Ask any sysadmin what hardware they have to deal with is the worst and I think universally they will all tell you it’s printers. There’s a lot of reasons for this, but I think the biggest ones are:

  • They use / misuse consumable items like ink, paper, etc.
  • They have a ton of moving parts to jam or break or get blocked.
  • They tend to be in places where end users are asked to service them and often put in incorrect paper, jam things or misrefill ink, etc.
  • Recent trends have made printers lowest margin items. If your printer doesn’t work, throw it away and get a new one, it’s cheaper than fixing or refilling your existing one.

A few years ago I got a HP multifunction printer (when it’s predecessor broke and it turned out to be cheaper to just buy a new one). The scanner part of it works great and always has. The printer part on the other hand has been nothing but horror.
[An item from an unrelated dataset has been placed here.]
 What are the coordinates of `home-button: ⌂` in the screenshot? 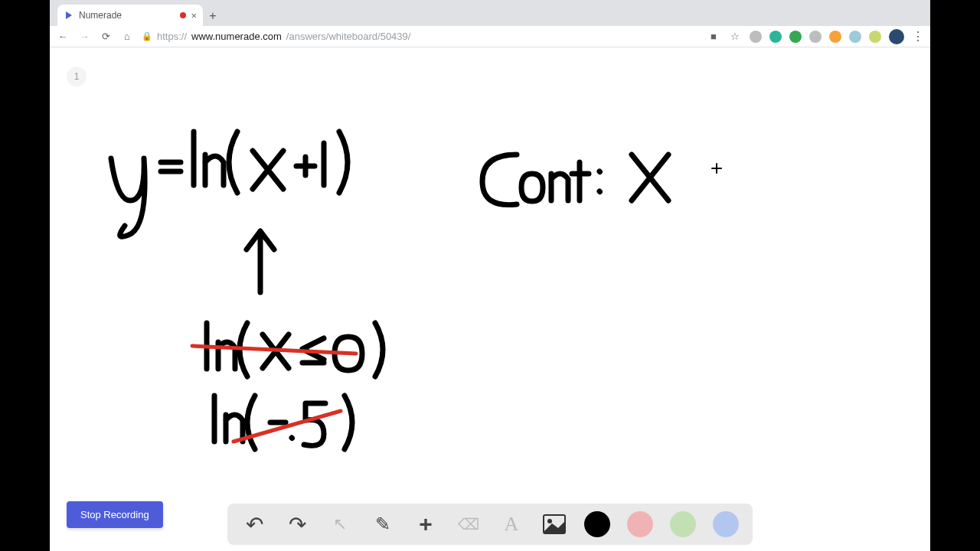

I don’t tend to print much at all, but a few times a year for some reason or another I need to print a document or directions to something or whatever and every single time this printer has failed me on the first print attemps. Reasons for it’s breakage have included:

  • It’s been so long since I printed the ink “dried up”. Once I was able to get it working by cleaning it with a q-tip, once by making the printer run it’s clean print heads cycle about 20 times, once by buying a new cartridge (almost as much as a new printer).
  • Once it decided to just not turn on at all. Unplugging it completely and waiting 5minutes and replugging it “fixed” it.
  • Once the color ink cartridge was low so it wouldn’t print anything (even just using the black cart that was full!) which required a new color cartridge.

Over the holidays I cleaned out a lot of my computer room, so I could see all the printers I still had that I hadn’t managed to throw away. 2 old HP inkjets, an old epson, and… what is that at the back of the room? why it’s my old HP laserjet 4P. I used that printer extensively during college and after and finally retired it when the tonor ran out and I wanted to move to a new shiny color inkjet printer.

So that got me thinking. The laserjet 4P only has a parallel port, but a quick check found a parallel to usb cable for $8. At the time I retired it, a tonor cartridge for the 4P cost around $100, but looking now, I found one for $12. A quick amazon order and a few days the items arrived. I hooked up the printer to my main server and put in the new tonor cart, added it to cups and printed a test page. A lovely 600dpi test page.

So, hopefully this laserjet 4P will now print reliably for me for the rest of my life and I can avoid the inkjet “buy a new one” everytime I need to print something.